The Great Plains’ Looming Water Crisis

Jul 2, 2015

Depletion of a giant aquifer threatens vital U.S. farmland

Farming in the northeast corner of Colorado used to be simple: plant corn and watch it grow, irrigated by the massive Ogallala aquifer. Today the sprinklers at Marvin Pletcher’s farm in Yuma County, about 120 miles from Denver, put out half as much water as a decade ago, and he keeps them low to the ground to prevent evaporation. Half of Pletcher’s 1,300 acres are planted with wheat, sorghum, sunflowers, and pinto beans—crops that are less thirsty than corn, but also less profitable. “I have four wells in operation. In 10 years I’ll be lucky if I have one,” says the fourth-generation farmer. “We’re all drinking from the same bowl of water here, and when it’s gone, it’s gone.”

The Ogallala aquifer lies under eight states from South Dakota to Texas. If it were above ground, its 174,000-square-mile surface area would be nearly double all five Great Lakes. About one-fifth of all U.S. cattle, corn, cotton, and wheat depend on the Ogallala. Without it, meat prices would rise, farm exports fall, and rural communities wither, says Bill Lapp, a former chief economist for ConAgra Foods and the Omaha-based president of Advanced Economic Solutions, an agriculture consultant.

About 30 percent of the aquifer’s water has already been pumped out of the ground. An additional 39 percent is expected to be gone in the next 50 years. Replenishing it would take millennia. That’s forcing quiet shifts in the region’s agriculture, with farmers in dried-out areas facing restrictions on bank loans and pressure to switch crops.
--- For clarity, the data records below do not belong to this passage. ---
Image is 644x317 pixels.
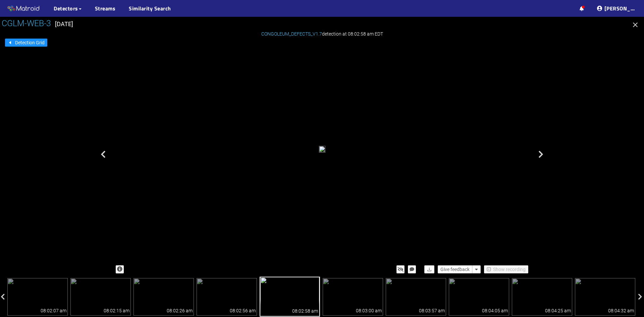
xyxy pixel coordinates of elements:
button: Show recording [484,265,528,273]
img: 1754913735.045437.jpg [71,278,131,315]
img: 1754913776.245437.jpg [197,278,257,315]
img: 1754913872.539717.jpg [575,278,636,315]
img: 1754913746.645437.jpg [133,278,194,315]
a: Streams [95,4,116,12]
img: 1754913780.365437.jpg [323,278,383,315]
img: 1754913778.405437.jpg [259,276,320,316]
img: Matroid logo [7,4,40,14]
button: Give feedback [438,265,472,273]
span: CONGOLEUM_DEFECTS_V1.7 [261,31,322,37]
button: download [425,265,435,273]
span: download [427,267,432,272]
img: 1754913837.361037.jpg [386,278,446,315]
span: Detectors [54,4,78,12]
img: 1754913845.961037.jpg [449,278,510,315]
img: 1754913865.819717.jpg [512,278,572,315]
div: 08:02:58 am [292,307,318,314]
a: Similarity Search [129,4,171,12]
span: Give feedback [441,265,470,273]
span: detection at 08:02:58 am EDT [261,31,383,37]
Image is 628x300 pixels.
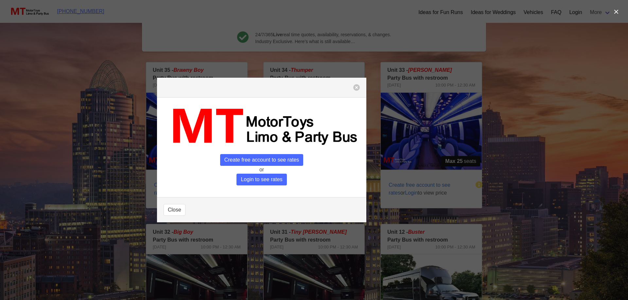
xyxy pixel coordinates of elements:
span: Close [168,206,181,214]
span: Login to see rates [236,174,286,186]
button: Close [163,204,185,216]
p: or [163,166,360,174]
span: Create free account to see rates [220,154,303,166]
img: MT_logo_name.png [163,104,360,149]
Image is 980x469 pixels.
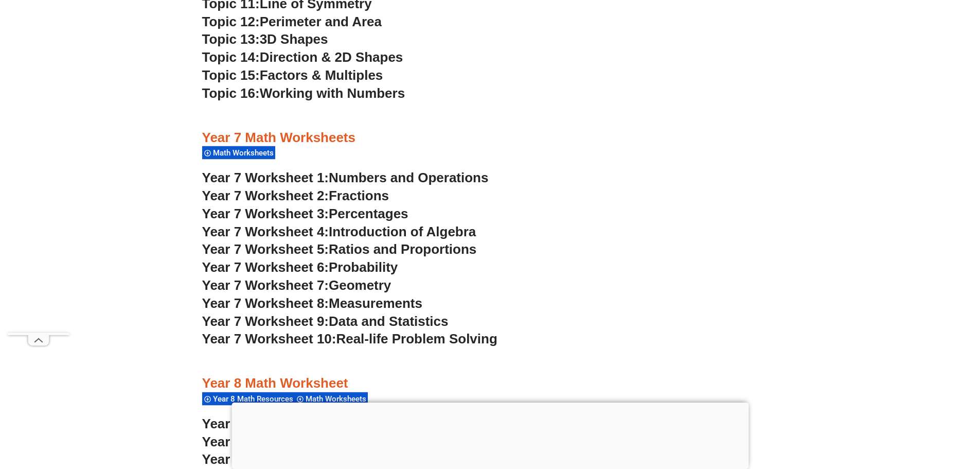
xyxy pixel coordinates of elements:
span: Math Worksheets [213,148,276,158]
span: Data and Statistics [329,313,449,329]
a: Topic 15:Factors & Multiples [202,68,383,83]
span: Topic 14: [202,49,260,65]
span: Percentages [329,206,409,222]
span: Year 7 Worksheet 7: [202,277,329,293]
span: Topic 12: [202,14,260,29]
span: Year 7 Worksheet 9: [202,313,329,329]
a: Year 8 Worksheet 2:Working with numbers [202,434,473,449]
span: Working with Numbers [260,85,405,101]
span: Real-life Problem Solving [336,331,497,346]
span: Numbers and Operations [329,170,488,185]
h3: Year 8 Math Worksheet [202,375,778,392]
span: Fractions [329,188,389,203]
span: Topic 13: [202,32,260,47]
a: Topic 13:3D Shapes [202,32,328,47]
span: Year 7 Worksheet 5: [202,241,329,257]
span: Year 8 Math Resources [213,394,296,403]
a: Year 7 Worksheet 9:Data and Statistics [202,313,449,329]
span: Geometry [329,277,391,293]
span: Year 8 Worksheet 1: [202,416,329,431]
span: Math Worksheets [306,394,369,403]
iframe: Advertisement [8,23,70,332]
a: Year 8 Worksheet 1:Algebra [202,416,378,431]
a: Year 7 Worksheet 3:Percentages [202,206,409,222]
span: Ratios and Proportions [329,241,476,257]
a: Year 7 Worksheet 10:Real-life Problem Solving [202,331,497,346]
a: Year 7 Worksheet 1:Numbers and Operations [202,170,488,185]
a: Topic 12:Perimeter and Area [202,14,381,29]
a: Year 7 Worksheet 2:Fractions [202,188,389,203]
span: Year 7 Worksheet 1: [202,170,329,185]
a: Year 7 Worksheet 8:Measurements [202,296,423,311]
span: Year 7 Worksheet 6: [202,260,329,275]
a: Year 7 Worksheet 4:Introduction of Algebra [202,224,476,239]
a: Topic 14:Direction & 2D Shapes [202,49,403,65]
span: Year 8 Worksheet 3: [202,451,329,467]
a: Year 7 Worksheet 5:Ratios and Proportions [202,241,477,257]
span: Topic 15: [202,68,260,83]
span: Year 7 Worksheet 8: [202,296,329,311]
iframe: Chat Widget [809,353,980,469]
h3: Year 7 Math Worksheets [202,129,778,147]
span: Probability [329,260,398,275]
a: Year 7 Worksheet 7:Geometry [202,277,392,293]
iframe: Advertisement [232,403,748,466]
span: Year 7 Worksheet 10: [202,331,337,346]
span: Topic 16: [202,85,260,101]
span: Year 7 Worksheet 4: [202,224,329,239]
span: Year 8 Worksheet 2: [202,434,329,449]
a: Year 8 Worksheet 3:[PERSON_NAME]'s theorem [202,451,508,467]
div: Year 8 Math Resources [202,392,295,406]
span: Year 7 Worksheet 3: [202,206,329,222]
a: Year 7 Worksheet 6:Probability [202,260,398,275]
div: Math Worksheets [202,146,275,159]
span: 3D Shapes [260,32,328,47]
span: Direction & 2D Shapes [260,49,403,65]
span: Perimeter and Area [260,14,381,29]
span: Introduction of Algebra [329,224,476,239]
span: Factors & Multiples [260,68,383,83]
span: Year 7 Worksheet 2: [202,188,329,203]
span: Measurements [329,296,423,311]
a: Topic 16:Working with Numbers [202,85,406,101]
div: Math Worksheets [295,392,368,406]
As a child, Rick Seedorf drank from irrigation pipes that flooded fields with seemingly endless water. The 63-year-old farmer raises irrigated corn and sugar beets and nonirrigated wheat outside the town of Yuma, the county seat. Plentiful supplies of water led to overdevelopment, he says. “If we had given more thought to where the soil was best or the supply was greatest, we might be able to get more out of the land,” Seedorf says. “It would have been great if that had happened, but how do you fix that now?”

The availability of irrigation dramatically affects land values, causing credit to dry up along with the water, says Doug Keil, chief credit officer for Premier Farm Credit in Sterling, Colo. Irrigated cropland averages $4,450 an acre in Colorado, vs. $1,200 for nonirrigated land and $760 for grassland to graze cattle, according to data from the U.S. Department of Agriculture. “Someone will ask for a 20-year loan, and the appraiser will ask for a well test that makes it a 10-year loan because the water isn’t thick enough,” says Keil.

Based on current national prices and yields, an acre of corn brings a farmer $583.80 on average, while an acre of wheat is worth $216.58. Wheat is cheaper to grow than corn, so farmers can get by on lower revenue. But everyone in the supply chain, from the seed dealer to the machinery seller, also ends up with less income, says Greg Page, executive chairman of Cargill, the world’s largest agribusiness. Businesses from biofuel producers to rail lines all need to prepare for lower volumes, he says: “Crop densities go down and you end up with too many grain elevators, too many rail tracks.”

Some parts of the Ogallala are doing better than others. Northern regions, including Nebraska, where water may be deep enough to last hundreds of years, are less stressed than the southern High Plains, which a 2012 U.S. Geological Survey study estimated will lose irrigation capacity on 35 percent of the land in the next three decades.

Unlike California, where the acute water crisis is forcing overdue action, there has been little coordinated response across the Great Plains. In western Kansas, farmers have set up voluntary districts to reduce water use by 20 percent, part of a statewide 50-year conservation strategy. In Texas, voters in 2013 committed $2 billion for a new fund that will invest in projects that boost storage capacity.

Local initiatives can help slow the depletion, but what’s ultimately needed is a multistate response, says Sasha Richey, a hydrologist at Washington State University in Pullman. “The good news is we can increase the sustainability of the system” with water-saving technology and wiser resource management, she says. “You need to jointly decide the goals, then come up with local strategies.”

Some farmers will be “mining the vein until it runs out,” says Seedorf, who is among those anticipating a return to a more parched era. Pletcher, whose ancestors settled in the area a century ago, calls wheat and sunflowers “grandfather crops” because they were common in the region before the 1940s, when full-scale pumping began. “The thing is, we’ve built some pretty nice schools and some pretty nice hospitals, and we have a nice tax base all based on irrigated ground,” says Pletcher, who is on a local water board. “The light switch has been on for a while now, and when it gets switched to dark, people have to be ready.”